Another asset of this sort of long-form storytelling is that the interconnectivity between the properties is far more manageable and unhurried. In the movies, having Agent Coulson pop in was the only way to bridge the pre-Avengers films. After that, there was a flimsy (but cute and fun) meeting between Ant-Man and Falcon to fold in the former, a quick mention of Dr. Strange in Captain America: Winter Soldier, and GotG still largely exists on its own. We’re left scratching our heads when no one but Iron Man intervenes when the freakin’ President of the United States is kidnapped and it’s up to Thor alone to confront what’s essentially an interdimensional invasion.

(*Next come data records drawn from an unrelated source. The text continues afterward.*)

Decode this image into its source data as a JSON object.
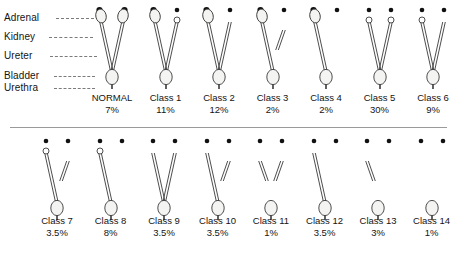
{
  "figure": {
    "divider": true,
    "anatomy_labels": [
      {
        "key": "adrenal",
        "text": "Adrenal"
      },
      {
        "key": "kidney",
        "text": "Kidney"
      },
      {
        "key": "ureter",
        "text": "Ureter"
      },
      {
        "key": "bladder",
        "text": "Bladder"
      },
      {
        "key": "urethra",
        "text": "Urethra"
      }
    ],
    "colors": {
      "ink": "#141414",
      "outline": "#3a3a3a",
      "organ_fill": "#f4f4f2",
      "adrenal_dot": "#111111",
      "leader_line": "#7b7b7b",
      "divider": "#9a9a9a",
      "background": "#ffffff"
    },
    "rows": [
      {
        "row": 1,
        "specimens": [
          {
            "name": "NORMAL",
            "percent": "7%",
            "left": {
              "adrenal": "large",
              "kidney": "full",
              "ureter": "full"
            },
            "right": {
              "adrenal": "large",
              "kidney": "full",
              "ureter": "full"
            },
            "bladder": true,
            "urethra": true
          },
          {
            "name": "Class 1",
            "percent": "11%",
            "left": {
              "adrenal": "large",
              "kidney": "full",
              "ureter": "full"
            },
            "right": {
              "adrenal": "small",
              "kidney": "tiny",
              "ureter": "full"
            },
            "bladder": true,
            "urethra": true
          },
          {
            "name": "Class 2",
            "percent": "12%",
            "left": {
              "adrenal": "large",
              "kidney": "full",
              "ureter": "full"
            },
            "right": {
              "adrenal": "small",
              "kidney": "none",
              "ureter": "full"
            },
            "bladder": true,
            "urethra": true
          },
          {
            "name": "Class 3",
            "percent": "2%",
            "left": {
              "adrenal": "large",
              "kidney": "full",
              "ureter": "full"
            },
            "right": {
              "adrenal": "small",
              "kidney": "none",
              "ureter": "short"
            },
            "bladder": true,
            "urethra": true
          },
          {
            "name": "Class 4",
            "percent": "2%",
            "left": {
              "adrenal": "large",
              "kidney": "full",
              "ureter": "full"
            },
            "right": {
              "adrenal": "small",
              "kidney": "none",
              "ureter": "none"
            },
            "bladder": true,
            "urethra": true
          },
          {
            "name": "Class 5",
            "percent": "30%",
            "left": {
              "adrenal": "small",
              "kidney": "tiny",
              "ureter": "full"
            },
            "right": {
              "adrenal": "small",
              "kidney": "tiny",
              "ureter": "full"
            },
            "bladder": true,
            "urethra": true
          },
          {
            "name": "Class 6",
            "percent": "9%",
            "left": {
              "adrenal": "small",
              "kidney": "tiny",
              "ureter": "full"
            },
            "right": {
              "adrenal": "small",
              "kidney": "none",
              "ureter": "full"
            },
            "bladder": true,
            "urethra": true
          }
        ]
      },
      {
        "row": 2,
        "specimens": [
          {
            "name": "Class 7",
            "percent": "3.5%",
            "left": {
              "adrenal": "small",
              "kidney": "tiny",
              "ureter": "full"
            },
            "right": {
              "adrenal": "small",
              "kidney": "none",
              "ureter": "short"
            },
            "bladder": true,
            "urethra": true
          },
          {
            "name": "Class 8",
            "percent": "8%",
            "left": {
              "adrenal": "small",
              "kidney": "tiny",
              "ureter": "full"
            },
            "right": {
              "adrenal": "small",
              "kidney": "none",
              "ureter": "none"
            },
            "bladder": true,
            "urethra": true
          },
          {
            "name": "Class 9",
            "percent": "3.5%",
            "left": {
              "adrenal": "small",
              "kidney": "none",
              "ureter": "full"
            },
            "right": {
              "adrenal": "small",
              "kidney": "none",
              "ureter": "full"
            },
            "bladder": true,
            "urethra": true
          },
          {
            "name": "Class 10",
            "percent": "3.5%",
            "left": {
              "adrenal": "small",
              "kidney": "none",
              "ureter": "full"
            },
            "right": {
              "adrenal": "small",
              "kidney": "none",
              "ureter": "short"
            },
            "bladder": true,
            "urethra": true
          },
          {
            "name": "Class 11",
            "percent": "1%",
            "left": {
              "adrenal": "small",
              "kidney": "none",
              "ureter": "short"
            },
            "right": {
              "adrenal": "small",
              "kidney": "none",
              "ureter": "short"
            },
            "bladder": true,
            "urethra": true
          },
          {
            "name": "Class 12",
            "percent": "3.5%",
            "left": {
              "adrenal": "small",
              "kidney": "none",
              "ureter": "full"
            },
            "right": {
              "adrenal": "small",
              "kidney": "none",
              "ureter": "none"
            },
            "bladder": true,
            "urethra": true
          },
          {
            "name": "Class 13",
            "percent": "3%",
            "left": {
              "adrenal": "small",
              "kidney": "none",
              "ureter": "short"
            },
            "right": {
              "adrenal": "small",
              "kidney": "none",
              "ureter": "none"
            },
            "bladder": true,
            "urethra": true
          },
          {
            "name": "Class 14",
            "percent": "1%",
            "left": {
              "adrenal": "small",
              "kidney": "none",
              "ureter": "none"
            },
            "right": {
              "adrenal": "small",
              "kidney": "none",
              "ureter": "none"
            },
            "bladder": true,
            "urethra": true
          }
        ]
      }
    ]
  }
}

That sense of “where the heck is everyone else” doesn’t exist on the Netflix side of things mainly because of scale. You’re not calling in the Avengers to stop a gang war, no one really believed Kilgrave was real, and the Luke Cage drama was very much Harlem-based. Yet, still they’ve managed to connect all those shows to each other and the MCU without shoehorning. Hell’s Kitchen is in the state we see it in during Daredevil because of what happened in The Avengers. “The Incident” is everywhere, especially in Luke Cage (the Judas bullets and the street salesman in particular). Introducing Cage as a secondary character who’s intimately (in more ways than one) connected to Jones is the type of world expansion that hasn’t been accomplished yet in the movies; everyone has always been separate first. (We’ve yet to see how successfully Black Panther and Spider-Man transition to their solo films, though.)
Claire Temple, the common thread to each series, has also proven to be a better Coulson than Coulson. She has true function within each story, helping to develop the main characters by her relationship with them. Instead of feeling like an outside force asserting influence, she plays an integral role. Hell, she even slyly bridges Luke Cage to Iron Fist: That martial arts flyer she sees at the end of Cage? It’s for the dojo of Colleen Wing, a primary ally of Danny Rand/Iron Fist.
Code:
]https://www.youtube.com/watch?v=wBZtM8q2Z1g
Beyond character, perhaps the biggest advantage Netflix has had over the films is the deeper commentary they’re able to make. There’s meat on these bones, not just superhero splendor. Both seasons of Daredevil wrestle with the true meaning of justice in an unjust world, as well as tackling the concept of vigilantism in a much more grounded way than the politicizing that occurred in Captain America: Civil War. Jessica Jones deftly handled topics like rape, PTSD, and sexuality with intense honesty, all from a feminist perspective that never felt heavy-handed. The timeliness of Luke Cage can’t be overstated, as a profoundly complex black superhero who hates being called a “nigga,” struggles with the police, and strives to protect his neighborhood could not be more pertinent to today. We might see characters like Captain Marvel and Black Panther address similar topics in the near future, but these Netflix heroes got there first.
Of course, the shows aren’t without their flaws. Daredevil season two struggled with the same overstuffing as things like Avengers: Age of Ultron, and Luke Cage occasionally stumbled trying to reach its own lofty ambitions. (As far as I can recall, Jessica Jones was perfect television.) A few miscues aside, what Marvel Television is accomplishing on Netflix can be seen as the dream of the Marvel Cinematic Universe realized more completely than ever. The scale may be smaller in terms of spectacle, but it exceeds the films’ limits in almost every other aspect: story, character, and depth. With fully developed primary protagonists more varied and tonally disparate than the Avengers, it’s going to be extremely interesting to see where Netflix and Marvel take The Defenders; wherever it is, it’s going to be a story worth watching.